Working from a screenplay by Jane Goldman, director James Watkins delivers a cinematic ghost train that plunges into the eerie silence of a haunted house as our mutton-chopped hero nervously wanders corridors with a flickering lamp.

Expectations of unspeakable horrors around each darkened corner play havoc with frayed nerves.

Old-fashioned horror techniques render leading man Daniel Radcliffe mute for extended periods, in his first major role since hanging up his wand as Harry Potter.
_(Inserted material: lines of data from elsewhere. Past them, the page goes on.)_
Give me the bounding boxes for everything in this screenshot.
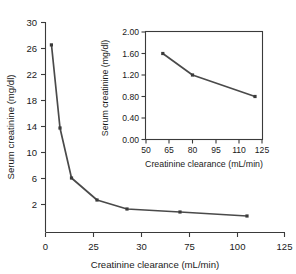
chart-figure: 30 26 22 18 14 10 6 2 0 25 30 75 100 1 (0, 0, 296, 274)
inset-y-ticklabel: 0.40 (122, 113, 139, 123)
inset-x-ticklabel: 95 (211, 145, 221, 155)
main-x-ticklabel: 75 (184, 241, 195, 252)
inset-y-ticks (142, 32, 146, 140)
inset-y-ticklabel: 0.80 (122, 92, 139, 102)
inset-x-ticklabel: 110 (232, 145, 246, 155)
inset-y-ticklabel: 2.00 (122, 27, 139, 37)
main-y-ticklabel: 22 (26, 69, 37, 80)
main-y-ticklabel: 18 (26, 95, 37, 106)
inset-x-ticks (146, 140, 262, 144)
main-x-ticklabel: 100 (230, 241, 246, 252)
main-y-ticks (41, 23, 46, 205)
inset-x-ticklabel: 65 (164, 145, 174, 155)
main-x-ticklabel: 0 (43, 241, 48, 252)
main-y-ticklabel: 10 (26, 147, 37, 158)
inset-frame (146, 32, 263, 140)
inset-plot: 2.00 1.60 1.20 0.80 0.40 0.00 50 65 80 9… (100, 27, 269, 169)
main-x-ticks (46, 233, 285, 238)
inset-x-axis-title: Creatinine clearance (mL/min) (145, 159, 263, 169)
main-y-ticklabel: 6 (32, 173, 37, 184)
chart-canvas: 30 26 22 18 14 10 6 2 0 25 30 75 100 1 (0, 0, 296, 274)
inset-y-ticklabel: 1.60 (122, 49, 139, 59)
main-y-ticklabel: 14 (26, 121, 37, 132)
inset-y-ticklabel: 1.20 (122, 70, 139, 80)
inset-x-ticklabel: 125 (255, 145, 270, 155)
inset-y-ticklabel: 0.00 (122, 135, 139, 145)
main-x-ticklabel: 125 (277, 241, 293, 252)
main-y-ticklabel: 26 (26, 43, 37, 54)
main-y-ticklabel: 2 (32, 199, 37, 210)
main-x-ticklabel: 25 (88, 241, 99, 252)
inset-x-ticklabel: 50 (141, 145, 151, 155)
main-x-ticklabel: 30 (136, 241, 147, 252)
main-y-axis-title: Serum creatinine (mg/dl) (5, 74, 16, 179)
inset-y-axis-title: Serum creatinine (mg/dl) (100, 40, 110, 136)
main-x-axis-title: Creatinine clearance (mL/min) (91, 259, 220, 270)
main-y-ticklabel: 30 (26, 17, 37, 28)
inset-x-ticklabel: 80 (188, 145, 198, 155)
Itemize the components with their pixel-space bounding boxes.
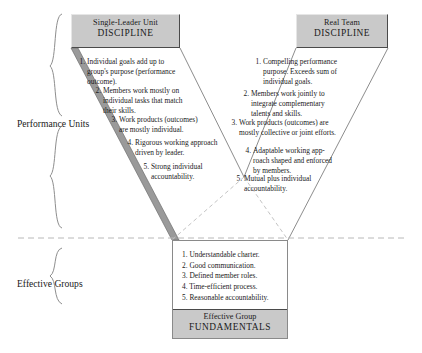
header-box-real-team: Real Team DISCIPLINE <box>296 14 388 48</box>
right-arm-item-5-text: Mutual plus individual accountability. <box>244 174 331 194</box>
right-arm-item-3: 3. Work products (outcomes) are mostly c… <box>228 118 336 138</box>
fundamentals-footer: Effective Group FUNDAMENTALS <box>173 309 287 338</box>
right-arm-item-5-number: 5. <box>233 174 242 184</box>
fundamentals-footer-line2: FUNDAMENTALS <box>173 322 287 333</box>
right-arm-item-4-text: Adaptable working app-roach shaped and e… <box>253 146 340 176</box>
right-arm-item-1-text: Compelling performance purpose. Exceeds … <box>263 57 352 87</box>
left-arm-item-5-number: 5. <box>140 162 149 172</box>
fundamentals-item-5: 5. Reasonable accountability. <box>182 293 287 304</box>
right-arm-item-4: 4. Adaptable working app-roach shaped an… <box>242 146 340 176</box>
fundamentals-item-2: 2. Good communication. <box>182 261 287 272</box>
left-arm-item-4-text: Rigorous working approach driven by lead… <box>135 138 228 158</box>
left-arm-item-2-number: 2. <box>92 86 101 96</box>
right-arm-item-5: 5. Mutual plus individual accountability… <box>233 174 331 194</box>
left-arm-item-2-text: Members work mostly on individual tasks … <box>103 86 190 116</box>
header-left-line2: DISCIPLINE <box>72 28 179 39</box>
header-box-single-leader-unit: Single-Leader Unit DISCIPLINE <box>71 14 180 48</box>
label-effective-groups: Effective Groups <box>17 278 83 289</box>
fundamentals-item-1: 1. Understandable charter. <box>182 250 287 261</box>
right-arm-item-3-text: Work products (outcomes) are mostly coll… <box>239 118 336 138</box>
fundamentals-item-3: 3. Defined member roles. <box>182 271 287 282</box>
header-right-line1: Real Team <box>297 18 387 28</box>
left-arm-item-2: 2. Members work mostly on individual tas… <box>92 86 190 116</box>
label-performance-units: Performance Units <box>17 118 89 129</box>
right-arm-item-3-number: 3. <box>228 118 237 128</box>
brace-effective-groups <box>50 248 62 304</box>
left-arm-item-5: 5. Strong individual accountability. <box>140 162 232 182</box>
diagram-canvas: Single-Leader Unit DISCIPLINE Real Team … <box>0 0 422 353</box>
right-arm-item-2-number: 2. <box>240 89 249 99</box>
right-arm-item-4-number: 4. <box>242 146 251 156</box>
left-arm-item-5-text: Strong individual accountability. <box>151 162 232 182</box>
left-arm-item-1: 1. Individual goals add up to group's pu… <box>76 57 180 87</box>
left-arm-item-4: 4. Rigorous working approach driven by l… <box>124 138 228 158</box>
fundamentals-item-4: 4. Time-efficient process. <box>182 282 287 293</box>
left-arm-item-4-number: 4. <box>124 138 133 148</box>
fundamentals-footer-line1: Effective Group <box>173 312 287 322</box>
right-arm-item-2-text: Members work jointly to integrate comple… <box>251 89 344 119</box>
header-right-line2: DISCIPLINE <box>297 28 387 39</box>
effective-group-fundamentals-box: 1. Understandable charter. 2. Good commu… <box>172 240 288 339</box>
left-arm-item-3-number: 3. <box>108 115 117 125</box>
fundamentals-list: 1. Understandable charter. 2. Good commu… <box>173 241 287 303</box>
right-arm-item-1-number: 1. <box>252 57 261 67</box>
right-arm-item-1: 1. Compelling performance purpose. Excee… <box>252 57 352 87</box>
left-arm-item-3-text: Work products (outcomes) are mostly indi… <box>119 115 206 135</box>
header-left-line1: Single-Leader Unit <box>72 18 179 28</box>
left-arm-item-1-number: 1. <box>76 57 85 67</box>
left-arm-item-3: 3. Work products (outcomes) are mostly i… <box>108 115 206 135</box>
left-arm-item-1-text: Individual goals add up to group's purpo… <box>87 57 180 87</box>
right-arm-item-2: 2. Members work jointly to integrate com… <box>240 89 344 119</box>
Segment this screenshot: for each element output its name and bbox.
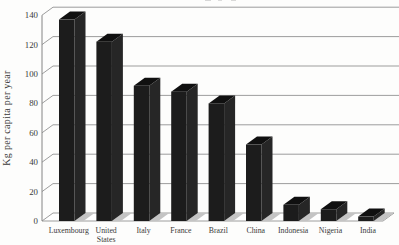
bar-side-face — [75, 12, 86, 221]
category-label: Indonesia — [278, 226, 309, 235]
gridline-connector — [42, 66, 53, 74]
y-tick-label: 40 — [29, 157, 38, 167]
y-tick-label: 140 — [25, 10, 39, 20]
y-axis-title: Kg per capita per year — [1, 70, 12, 166]
bar-chart-figure: 020406080100120140LuxembourgUnitedStates… — [0, 0, 399, 245]
bar-side-face — [112, 34, 123, 221]
category-label: France — [170, 226, 192, 235]
category-label: Italy — [136, 226, 150, 235]
cropped-title-remnant — [205, 0, 236, 1]
y-tick-label: 60 — [29, 128, 38, 138]
category-label: States — [97, 235, 116, 244]
y-tick-label: 100 — [25, 69, 39, 79]
category-label: Nigeria — [319, 226, 343, 235]
bars-group — [59, 12, 394, 221]
category-label: United — [96, 226, 117, 235]
gridline-connector — [42, 154, 53, 162]
gridline-connector — [42, 125, 53, 133]
bar — [321, 209, 337, 221]
category-label: China — [246, 226, 265, 235]
bar — [246, 145, 262, 221]
bar-side-face — [187, 84, 198, 221]
gridline-connector — [42, 184, 53, 192]
bar-side-face — [262, 137, 273, 221]
bar-side-face — [224, 95, 235, 221]
bar — [96, 42, 112, 221]
y-tick-label: 0 — [34, 216, 39, 226]
category-label: India — [360, 226, 377, 235]
bar — [283, 205, 299, 221]
bar — [209, 103, 225, 221]
bar — [358, 217, 374, 221]
bar-chart-svg: 020406080100120140LuxembourgUnitedStates… — [0, 0, 399, 245]
category-label: Luxembourg — [49, 226, 89, 235]
bar — [134, 86, 150, 221]
category-label: Brazil — [209, 226, 229, 235]
y-tick-label: 80 — [29, 98, 38, 108]
y-tick-label: 20 — [29, 187, 38, 197]
bar — [171, 92, 187, 221]
bar-side-face — [149, 78, 160, 221]
y-tick-label: 120 — [25, 40, 39, 50]
bar — [59, 20, 75, 221]
gridline-connector — [42, 7, 53, 15]
gridline-connector — [42, 37, 53, 45]
gridline-connector — [42, 95, 53, 103]
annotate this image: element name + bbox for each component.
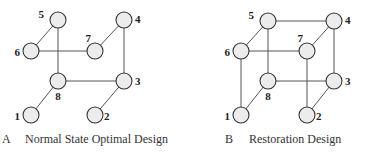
node-label-1: 1 bbox=[15, 110, 21, 122]
node-6 bbox=[233, 43, 249, 59]
node-label-6: 6 bbox=[225, 46, 231, 58]
node-label-5: 5 bbox=[249, 9, 255, 21]
node-1 bbox=[233, 107, 249, 123]
node-label-4: 4 bbox=[345, 14, 351, 26]
node-label-3: 3 bbox=[135, 75, 141, 87]
node-3 bbox=[116, 73, 132, 89]
node-label-7: 7 bbox=[298, 32, 304, 44]
node-label-2: 2 bbox=[104, 110, 110, 122]
diagram-a: 12345678 bbox=[15, 8, 142, 123]
node-2 bbox=[87, 107, 103, 123]
node-1 bbox=[23, 107, 39, 123]
node-label-5: 5 bbox=[39, 8, 45, 20]
node-7 bbox=[87, 43, 103, 59]
node-3 bbox=[326, 73, 342, 89]
node-label-1: 1 bbox=[225, 110, 231, 122]
diagram-a-caption: Normal State Optimal Design bbox=[25, 132, 168, 146]
node-2 bbox=[299, 107, 315, 123]
node-label-2: 2 bbox=[316, 110, 322, 122]
node-4 bbox=[326, 13, 342, 29]
network-diagrams: 12345678 12345678 A Normal State Optimal… bbox=[0, 0, 365, 153]
node-7 bbox=[299, 43, 315, 59]
diagram-b-caption: Restoration Design bbox=[249, 132, 341, 146]
node-label-3: 3 bbox=[345, 75, 351, 87]
node-label-8: 8 bbox=[55, 90, 61, 102]
node-6 bbox=[23, 43, 39, 59]
node-8 bbox=[260, 73, 276, 89]
diagram-b: 12345678 bbox=[225, 9, 352, 123]
node-4 bbox=[116, 12, 132, 28]
node-label-8: 8 bbox=[265, 90, 271, 102]
node-label-6: 6 bbox=[15, 46, 21, 58]
node-5 bbox=[260, 13, 276, 29]
node-8 bbox=[50, 73, 66, 89]
diagram-b-letter: B bbox=[225, 132, 233, 146]
node-label-4: 4 bbox=[135, 13, 141, 25]
node-5 bbox=[50, 12, 66, 28]
node-label-7: 7 bbox=[86, 32, 92, 44]
diagram-a-letter: A bbox=[2, 132, 11, 146]
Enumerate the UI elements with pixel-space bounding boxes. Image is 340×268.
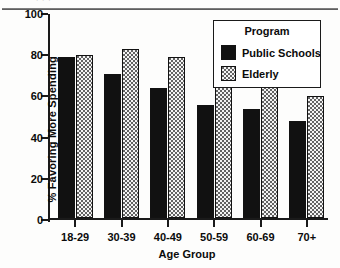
legend-item-elderly: Elderly xyxy=(221,66,279,81)
x-tick-label: 40-49 xyxy=(154,231,182,243)
legend-label-elderly: Elderly xyxy=(242,68,279,80)
legend-title: Program xyxy=(214,25,320,37)
page-rule-divider xyxy=(2,8,338,10)
x-tick-mark xyxy=(260,220,262,227)
x-tick-mark xyxy=(121,220,123,227)
x-tick-label: 18-29 xyxy=(61,231,89,243)
bar-60-69-public-schools xyxy=(243,109,260,218)
y-tick-label: 40 xyxy=(31,132,43,144)
x-axis-line xyxy=(48,218,328,220)
y-tick-label: 80 xyxy=(31,49,43,61)
x-tick-label: 30-39 xyxy=(107,231,135,243)
x-tick-mark xyxy=(213,220,215,227)
y-axis-title: % Favoring More Spending xyxy=(46,56,58,203)
legend-swatch-elderly xyxy=(221,66,236,81)
y-tick-label: 20 xyxy=(31,173,43,185)
legend-label-public-schools: Public Schools xyxy=(242,47,321,59)
y-tick-label: 0 xyxy=(37,214,43,226)
bar-30-39-elderly xyxy=(122,49,139,218)
bar-70--public-schools xyxy=(289,121,306,218)
bar-18-29-elderly xyxy=(76,55,93,218)
scan-smudge-left: · · · xyxy=(36,0,52,5)
bar-18-29-public-schools xyxy=(58,57,75,218)
x-tick-label: 70+ xyxy=(297,231,316,243)
bar-70--elderly xyxy=(307,96,324,218)
x-tick-mark xyxy=(167,220,169,227)
legend-item-public-schools: Public Schools xyxy=(221,45,321,60)
x-tick-label: 60-69 xyxy=(246,231,274,243)
bar-40-49-elderly xyxy=(168,57,185,218)
y-tick-label: 60 xyxy=(31,90,43,102)
legend-swatch-public-schools xyxy=(221,45,236,60)
y-tick-label: 100 xyxy=(25,8,43,20)
bar-50-59-public-schools xyxy=(197,105,214,218)
x-tick-mark xyxy=(74,220,76,227)
x-tick-label: 50-59 xyxy=(200,231,228,243)
bar-40-49-public-schools xyxy=(150,88,167,218)
x-axis-title: Age Group xyxy=(48,248,326,260)
legend: Program Public Schools Elderly xyxy=(213,20,321,88)
bar-60-69-elderly xyxy=(261,84,278,218)
bar-30-39-public-schools xyxy=(104,74,121,218)
chart-figure: · · · 020406080100 18-2930-3940-4950-596… xyxy=(0,0,340,268)
x-tick-mark xyxy=(306,220,308,227)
London solicitor Arthur Kipps (Daniel Radcliffe) is haunted by the death of his wife Stella (Sophie Stuckey) during child birth, and he seeks refuge in his love for their three-year-old boy, Joseph (Misha Handley). His work suffers as a consequence and to prove himself, Arthur is despatched to the remote village of Crythin Gifford where he must attend to the papers of Alice Drablow, the recently deceased owner of Eel Marsh House.

The locals including innkeeper Fisher (Shaun Dooley) and his wife (Mary Stockley), try to ward him off but Arthur persists with the help of local landowner Mr Daily (Ciaran Hinds) and glimpses a mysterious woman (Liz White) dressed all in black, who is blamed for the deaths of children in the village.